Profile Image for Brady.
99 reviews
January 1, 2022
A great introduction to the beauty, wonder, and science of wetlands. I appreciated the literary epigraphs that framed each chapter—in some cases, it gave me more authors to look up and read!

My only ever so slight criticism is that I would have liked to see some pictures or illustrations of the some of the plants and animals described in the book. My knowledge of wetland flora and fauna is quite small, so some photographs would have helped me picture more of what the authors described. I also would have liked to learn a little bit more about the mangrove forests in the southern half of the United States. I know these forests are important wetland habitats, so I wish there would have been a little bit more information on them.

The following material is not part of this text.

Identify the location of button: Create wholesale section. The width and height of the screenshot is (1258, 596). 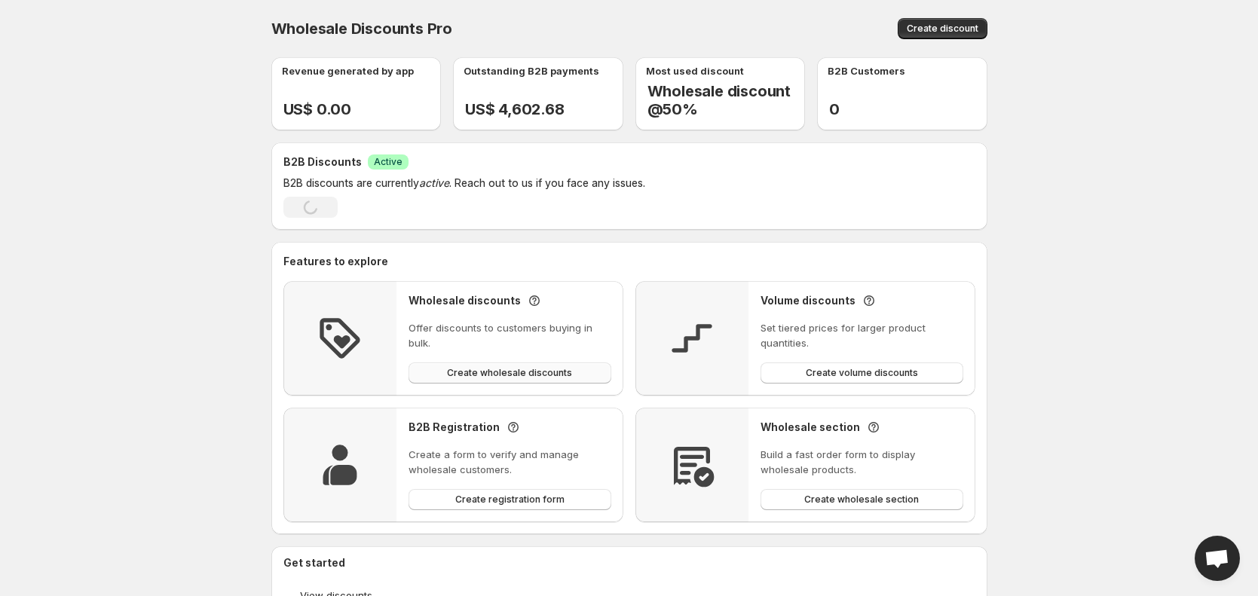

Overall, a great read for anyone interested in wetlands!
Profile Image for Grace.
202 reviews7 followers
August 3, 2022
Fantastic book on the different types of wetlands, each with its own chapter, and discusses processes, how they form, common animals and plants that are found in each. Mixes science and personal experience which I always enjoy. I think it could have benefited from photos but overall, it’s a great intro for learning about different types of wetlands, and is primarily applicable to the eastern U.S. It’s written in a way that anyone can enjoy— you don’t necessarily have to be a scientist or have a scientific background (I don’t).
Profile Image for Nat.
28 reviews1 follower
January 5, 2026
“Humans are ethically bound and evolutionary inclined to care for all pieces of this planet, and we have faith that our hearts are big enough and our minds are sharp enough to rise to the tasks before us.”
Profile Image for Lux Cunningham.
Author 1 book25 followers
August 31, 2021
An ever-more academically, scientifically, and environmentally relevant book that's also a passionate, well-written love letter to these special ecosystems.